Canadian workers have few defences against workplace surveillance
What happened
Toronto-Dominion Bank disclosed plans to use software that monitors how some employees work. This stirred concern because Canadian labor laws do not provide robust protections against workplace surveillance. In most parts of Canada, employers can track employee activity with little more than a notification. There is no comprehensive legal framework regulating what workplaces can monitor or how they must handle the data.
Why it matters
This legal gap puts Canadian workers at a disadvantage. Without clear limits or stronger privacy rules, employees face constant, potentially invasive monitoring. This can erode trust, increase stress, and diminish workplace autonomy. For employers, this lack of regulation means surveillance tools can be deployed without significant oversight, but it may backfire by harming morale or prompting pushback.
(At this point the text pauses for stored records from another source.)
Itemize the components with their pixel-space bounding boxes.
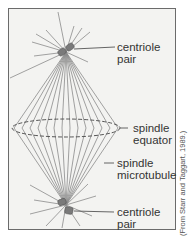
- spindle-diagram: [0, 0, 195, 240]
- label-line-2: microtubule: [117, 169, 176, 181]
- label-line-1: spindle: [133, 122, 172, 134]
- astral-rays-bottom: [30, 184, 96, 228]
- spindle-equator-ellipse: [12, 119, 120, 137]
- label-top-centriole-pair: centriole pair: [117, 41, 160, 65]
- label-bottom-centriole-pair: centriole pair: [117, 206, 160, 230]
- label-line-2: pair: [117, 53, 160, 65]
- label-spindle-equator: spindle equator: [133, 122, 172, 146]
- label-line-1: centriole: [117, 41, 160, 53]
- label-line-1: spindle: [117, 157, 176, 169]
- astral-rays-top: [10, 12, 90, 78]
- source-citation: (From Starr and Taggart, 1989.): [178, 131, 187, 236]
- label-line-2: equator: [133, 134, 172, 146]
- label-line-1: centriole: [117, 206, 160, 218]
- label-spindle-microtubule: spindle microtubule: [117, 157, 176, 181]
- spindle-fibers: [14, 52, 118, 205]
- label-line-2: pair: [117, 218, 160, 230]
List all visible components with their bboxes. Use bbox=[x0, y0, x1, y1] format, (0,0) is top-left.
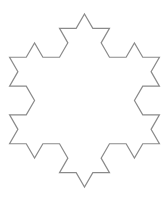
koch-snowflake-canvas bbox=[0, 0, 167, 199]
koch-snowflake-outline bbox=[10, 14, 160, 187]
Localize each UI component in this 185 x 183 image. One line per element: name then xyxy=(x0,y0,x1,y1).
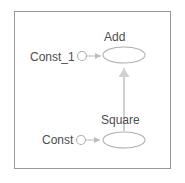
node-label-const-1: Const_1 xyxy=(30,51,75,63)
node-label-square: Square xyxy=(101,114,140,126)
node-const[interactable] xyxy=(77,136,86,145)
node-add[interactable] xyxy=(103,47,145,63)
computation-graph xyxy=(0,0,185,183)
node-square[interactable] xyxy=(103,132,145,148)
node-label-const: Const xyxy=(42,134,73,146)
diagram-canvas: Add Square Const_1 Const xyxy=(0,0,185,183)
node-label-add: Add xyxy=(104,31,125,43)
node-const-1[interactable] xyxy=(78,52,87,61)
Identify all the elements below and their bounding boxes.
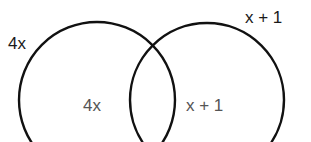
right-circle	[130, 23, 284, 142]
right-region-label: x + 1	[186, 97, 223, 114]
left-region-label: 4x	[83, 97, 101, 114]
left-circle	[19, 22, 175, 142]
left-circle-outer-label: 4x	[8, 35, 26, 52]
right-circle-outer-label: x + 1	[245, 9, 282, 26]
The situation pressures companies to balance productivity gains from monitoring against employee backlash and risk to culture.
What to watch next
Expect growing scrutiny on workplace surveillance practices in Canada. Lawmakers may be forced to close legal loopholes to better define what employers can track and establish protections for workers’ digital privacy. Companies experimenting with employee-monitoring AI and software should prepare for evolving compliance demands and heightened employee sensitivity to surveillance. Observing how other jurisdictions regulate workplace monitoring could shape Canada’s policy response.